There’s a thin piece of fabric that divides female Muslim population of the United States nearly in half. It’s often made of lightweight cotton, polyester or rayon—but its significance far outweighs the actual material.
It’s the hijab, and roughly 43 percent of Muslim women in America wear this Islamic head covering, according to the Pew Research Center.
But some leaders within the Muslim community say women who wear the hijab are becoming targets for hate crimes and verbal assaults.
Moein Khawaja is the executive director of the Council on American-Islamic Relations (CAIR) in Philadelphia. The organization’s 2010 report on hate crimes against Muslims is due for release next week, and according to Khawaja, there is a growth of hate crimes and verbal assaults against Muslims in the United States, especially for those who wear the veil.
“It really comes down to how identifiably Muslim you look,” Khawaja said. “I think women who choose to cover might be more prone to verbal assaults and comments, whereas a man who might not be visibly Muslim will just blend in with the crowd.”
A veiled woman becomes an ambassador to Islam, as one hijab-wearing woman pointed out, because she physically is a walking symbol of the religion.
Becoming an intermediary between Muslims and non-Muslims is a task that Dania A. accepted when she put on the hijab. But she says it does mean she might be targeted because of the way she looks.
The 26-year-old has been wearing the hijab for over a decade and faced little backlash in Florida, where she grew up. That all changed after she moved to New York City two years ago.
While Khawaja says it’s difficult to say exactly what created the spike in hate crimes or verbal assaults, CAIR studies show the beginnings of a backlash against Muslims in 2008. Barack Obama’s origins and family religious affiliations brought Islam to the limelight once again, as anti-Muslim and Islamic watch groups formed.
“In 2008, it was like a perfect storm gathering, with the election of Barack Hussein Obama, the economic downturn and the targeting of minority groups, and a series of domestic terrorism that left no cooling down period,” Khawaja said. “When you mix that in with anti-Muslim organizations that are dedicated to that cause, that created a spike.”
Those sentiments reached a boiling point in 2010 as the lower Manhattan Islamic center debate intensified.
“The ‘Ground Zero Mosque’ debate in New York got people riled up,” Khawaja said. “You have anti-Muslim organizations that really went after the mosque in New York and other groups that put out noise about how the Muslim ‘threat’ is here. But when that noise filters down and gets to people’s ears and they see a Muslim, it causes them to react in a certain way.”

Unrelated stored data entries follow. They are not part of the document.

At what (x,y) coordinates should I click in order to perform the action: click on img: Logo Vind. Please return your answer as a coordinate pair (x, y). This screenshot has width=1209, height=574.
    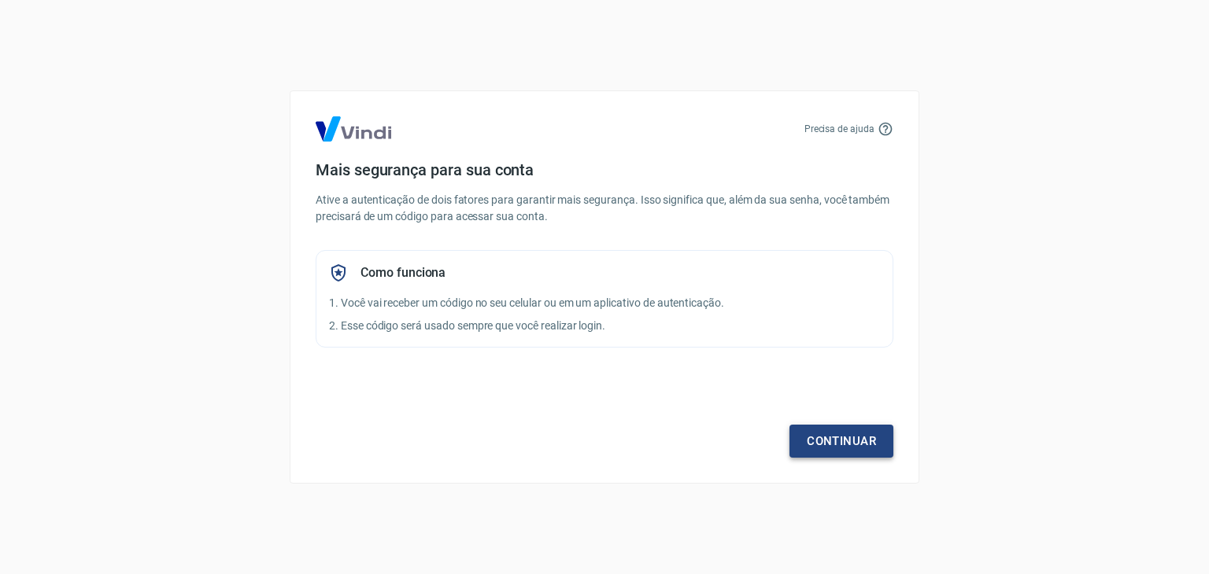
    Looking at the image, I should click on (353, 129).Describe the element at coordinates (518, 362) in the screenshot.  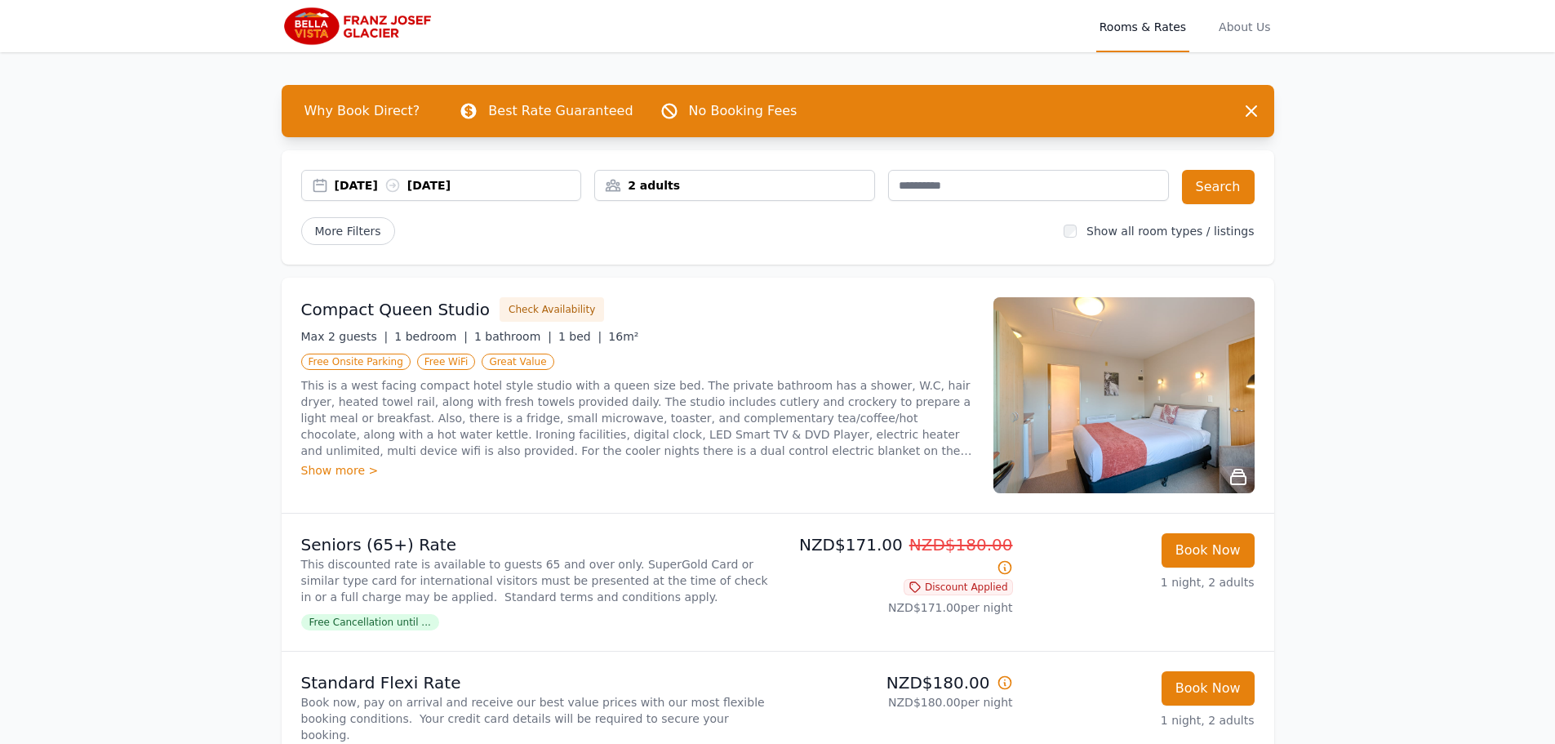
I see `span: Great Value` at that location.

Native New Yorker Shehnaz Khan remembers the reactions to her hijab as she walked down the street or sat on the subway. Though she put on the hijab roughly a year after 9/11, she said she never experienced animosity because she of the hijab until very recently. This past year, the 25-year-old said she has noticed a growth of verbal assaults, both against her and her other hijab-wearing friends.
Here she recalls what happened one afternoon as she rode the A train back to Brooklyn.
Khan wanted to combat what she believes is “a cycle of hatred” that passes on anti-Muslim thoughts to other generations. Teaming up with local young Muslim women who attend youth group meetings at Turning Point for Women and Families, a non-profit aimed at helping Muslim women and children, Khan and her colleagues began offering information sessions about Islam in the Queens community. It’s aimed to dispel myths about Muslims, regardless of whether they wear the hijab or not.
Khan and her youth group’s drive to inform grew as events in the local arena heated up; first with the lower Manhattan Islamic center debate, and now with the death of Osama bin Laden. His death, a welcome event to her Pakistani community, seems to have sparked yet another spike in hate crimes against Muslims.
“Funny thing is that many Muslims figured this would make things better for us here,” Khan said. “I mean the war on terror should be over now, right? They got their guy. Instead the opposite happened and hate crime percentages have gone up and I can’t fathom why.”
For community activists like Khan and Khawaja of CAIR, the best way to fight against hate crimes and verbal assaults is to create a sense of awareness of the issue within the community as a whole. They want people to know that it’s OK to speak out against hate crimes and are encouraging Muslims to report any incidents to the police.
“A hate crime just isn’t an attack on one individual, it’s an attack on the entire psyche of the community,” Khawaja said. “The entire community wonders, ‘What if that was me?’”
And now, as the tenth anniversary of 9/11 nears, Khan foresees a revival of anti-Muslim sentiments on a day that she calls a “pass” for some to discriminate against Muslims.
“Your average Muslim is always in the spotlight every time 9/11 rolls around,” Khan said. “For hijabis, it’s pretty much the same thing. The only difference is that their appearance screams that they’re Muslims and so they’ll definitely attract attention, whether big or small.”